The idea was to give the ombudsman moral authority to persuade public authorities to do the right thing- Manuel Delia
Then a fresh hell emerges when, after much struggle, the ombudsman decides that the authorities have indeed acted unfairly and, in spite of the ombudsman’s entreaties on behalf of their victims, the authorities refuse to do anything about it.
There are several reports by the ombudsman tabled in parliament documenting unfair and unremedied conduct by the authorities. The reports are largely ignored perhaps because they seem trivial at first glance.
Consider the case of a citizen whose car was damaged when the pavement around St George’s Bay, in Birżebbuġa flooded in rising seawater, a problem that has plagued the area’s residents for a decade. The ombudsman wasn’t asked to see if some authority owed money to the complainant for the damages to his car. The poor citizen merely complained that Transport Malta wouldn’t reply to his letters of complaint and if that was because they aren’t responsible for repairing the pavement they could not be bothered to refer the suffering citizen to someone who is.
The case went to parliament because Transport Malta ignored the ombudsman, then the transport minister ignored the ombudsman, then the prime minister ignored the ombudsman.
You’ve guessed it. Parliament also ignored the ombudsman. No MP took up the issue presumably because none of them imagined they could get anywhere the ombudsman failed to reach. The press didn’t have time to write about the damages caused to the long-suffering residents of St George’s Bay, Birżebbuġa, in between reporting on illicit payments allegedly paid to Muscat and an uninhabited villa Robert Abela leased to ghost dual citizens of Malta and Russia.
Even if anyone out there might have been tempted to express some indignity at this state failure, they wouldn’t have known about it because anyone who could have done something about the complaint ignored it and buried it.

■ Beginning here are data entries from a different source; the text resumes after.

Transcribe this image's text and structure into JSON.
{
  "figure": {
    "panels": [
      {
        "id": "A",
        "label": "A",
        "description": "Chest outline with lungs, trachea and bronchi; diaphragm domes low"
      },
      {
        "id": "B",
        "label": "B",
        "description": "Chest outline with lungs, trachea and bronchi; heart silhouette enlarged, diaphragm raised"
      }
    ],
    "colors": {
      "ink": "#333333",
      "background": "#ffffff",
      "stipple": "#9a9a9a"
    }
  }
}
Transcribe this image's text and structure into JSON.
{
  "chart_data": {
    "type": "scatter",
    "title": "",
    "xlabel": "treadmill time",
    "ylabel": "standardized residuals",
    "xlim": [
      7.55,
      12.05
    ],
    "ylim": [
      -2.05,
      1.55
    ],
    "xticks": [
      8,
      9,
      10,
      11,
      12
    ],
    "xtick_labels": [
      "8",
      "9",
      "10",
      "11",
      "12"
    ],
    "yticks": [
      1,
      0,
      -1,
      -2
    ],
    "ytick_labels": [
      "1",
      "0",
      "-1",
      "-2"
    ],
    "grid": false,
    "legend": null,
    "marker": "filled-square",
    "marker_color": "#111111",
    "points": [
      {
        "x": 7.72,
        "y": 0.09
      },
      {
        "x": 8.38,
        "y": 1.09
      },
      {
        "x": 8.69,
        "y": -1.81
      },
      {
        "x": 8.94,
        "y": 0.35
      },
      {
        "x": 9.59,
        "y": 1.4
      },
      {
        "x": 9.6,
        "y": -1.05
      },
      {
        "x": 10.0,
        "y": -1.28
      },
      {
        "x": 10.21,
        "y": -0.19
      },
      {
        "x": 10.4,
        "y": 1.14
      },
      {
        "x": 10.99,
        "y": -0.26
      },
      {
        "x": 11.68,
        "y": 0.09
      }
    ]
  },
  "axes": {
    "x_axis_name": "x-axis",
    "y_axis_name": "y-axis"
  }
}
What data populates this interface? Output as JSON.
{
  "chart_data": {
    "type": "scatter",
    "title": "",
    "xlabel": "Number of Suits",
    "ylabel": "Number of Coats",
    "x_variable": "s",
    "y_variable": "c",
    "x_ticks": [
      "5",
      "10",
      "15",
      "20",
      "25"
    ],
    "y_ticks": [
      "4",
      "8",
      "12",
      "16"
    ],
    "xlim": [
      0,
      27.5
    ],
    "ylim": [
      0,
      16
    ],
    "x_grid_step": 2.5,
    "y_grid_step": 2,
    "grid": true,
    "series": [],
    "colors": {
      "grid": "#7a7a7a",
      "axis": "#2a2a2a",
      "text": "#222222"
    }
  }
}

Like embarrassed Karens we’re made to shut up. Moaning about systemic governmental unfairness has been reduced parodically to partisan entitlement. If anyone dares complain they are reminded by the Squealers of our particular Animal Farm that we suffered much worse under the tyrannical Nationalists. Surely, everyone would rather their car sink in seawater than go back to the dark days of Lawrence Gonzi.
Except sometimes Karen struggles to remember just how dark those days used to be and she wonders if the biggest thing she misses from Gonzi’s times is her capacity to get angry.